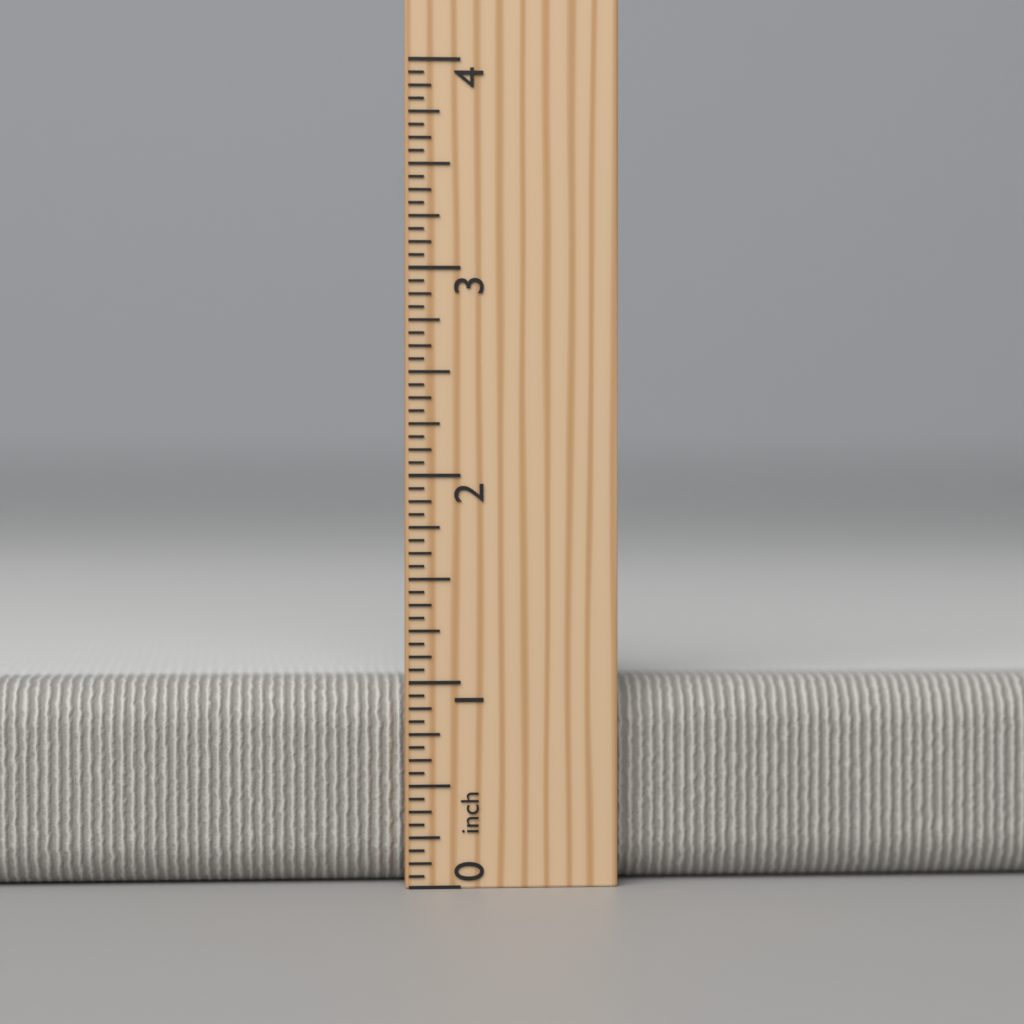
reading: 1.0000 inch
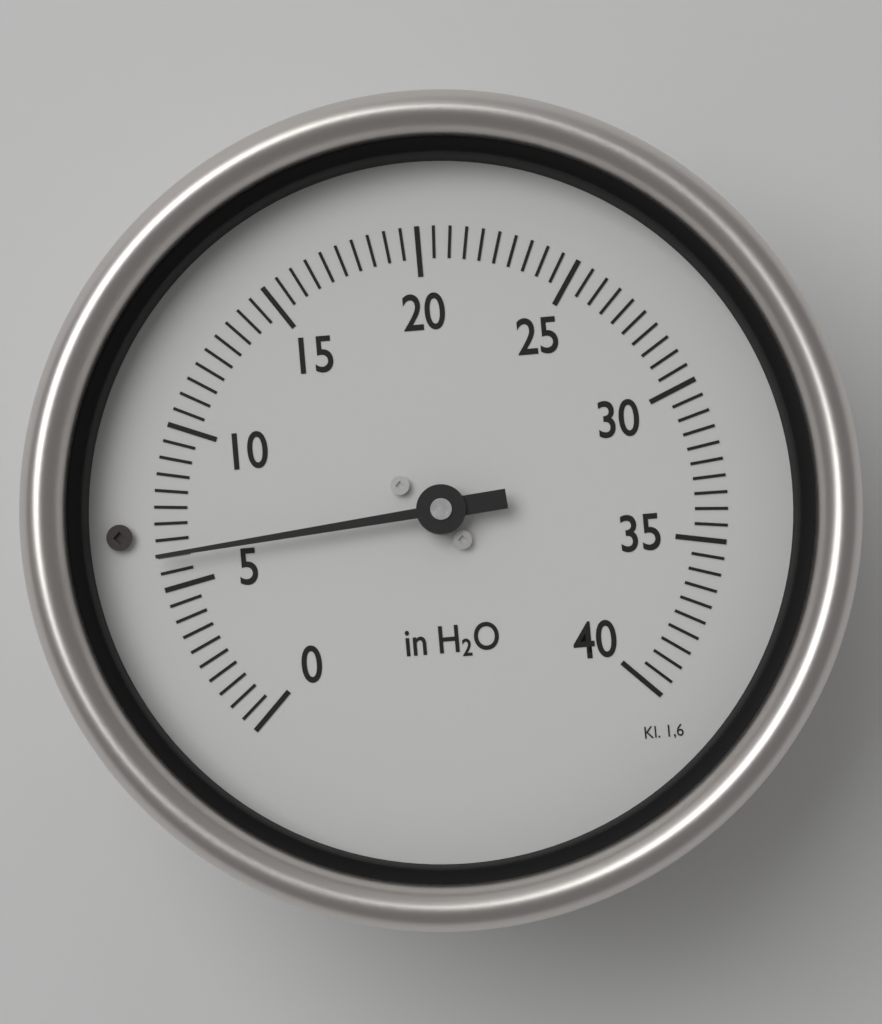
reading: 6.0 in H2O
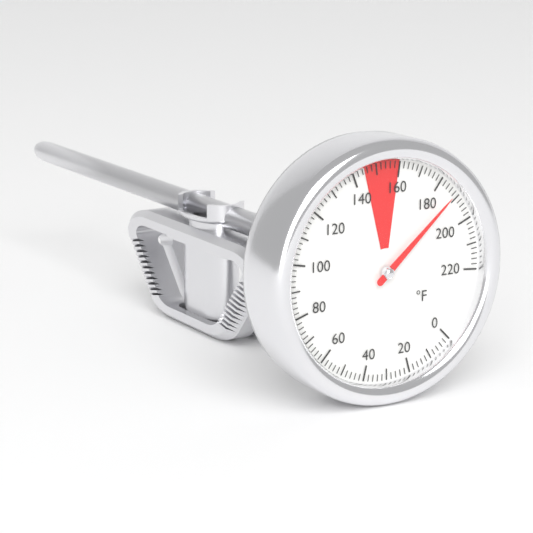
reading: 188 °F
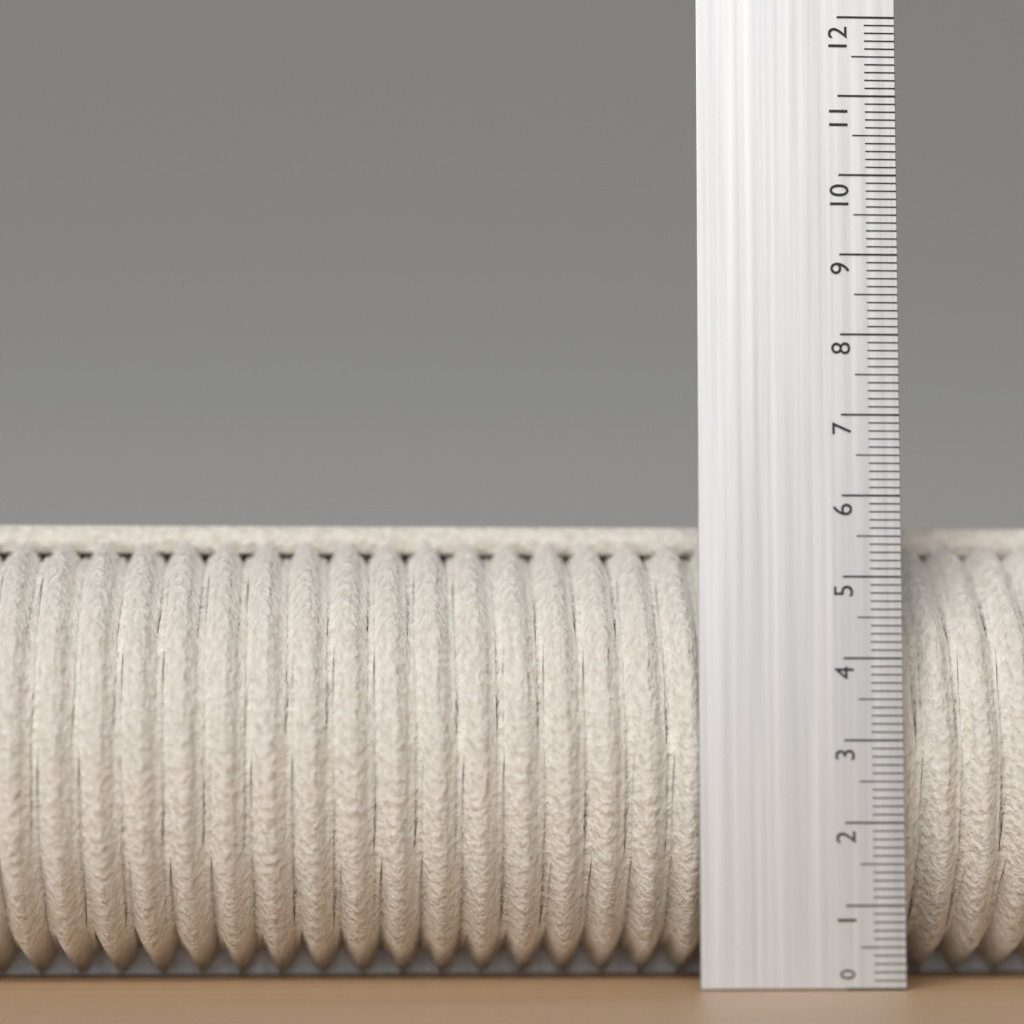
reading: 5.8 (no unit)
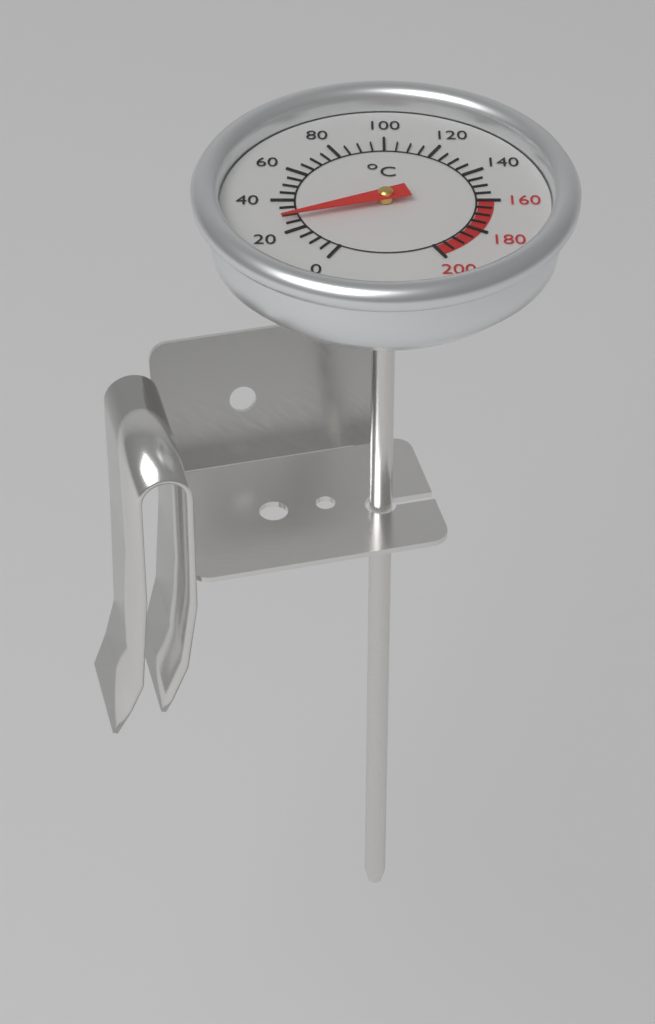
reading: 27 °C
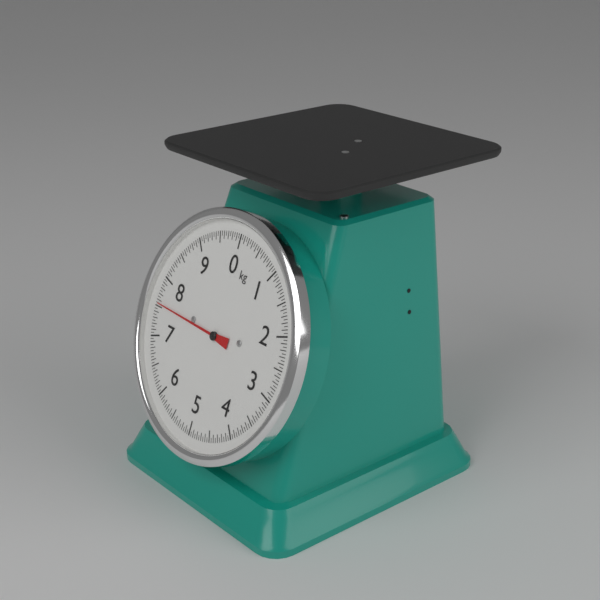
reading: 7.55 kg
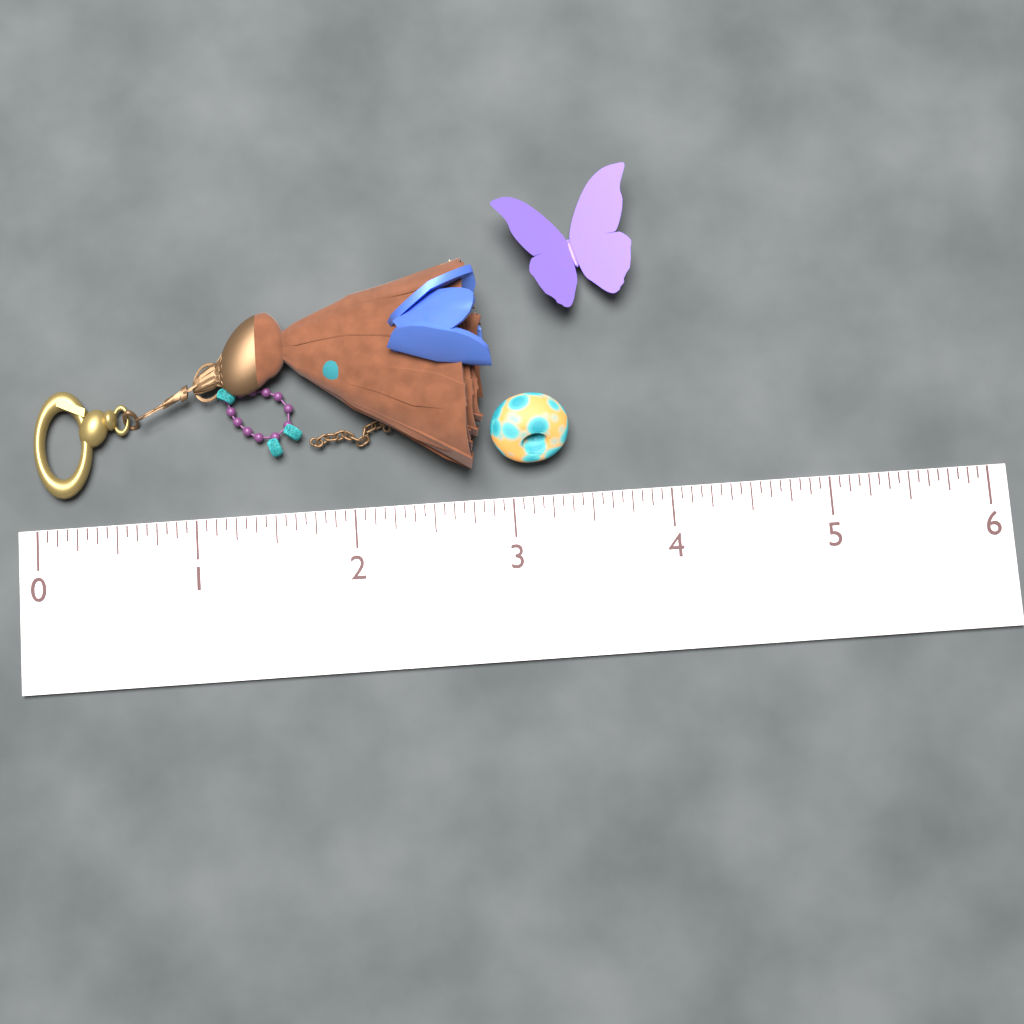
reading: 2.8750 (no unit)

*Aim of the task:*
Write the records out again in full, exactly, and skip every picture.

*Exercise answer:*
reading: 1.0000 inch
reading: 6.0 in H2O
reading: 188 °F
reading: 5.8 (no unit)
reading: 27 °C
reading: 7.55 kg
reading: 2.8750 (no unit)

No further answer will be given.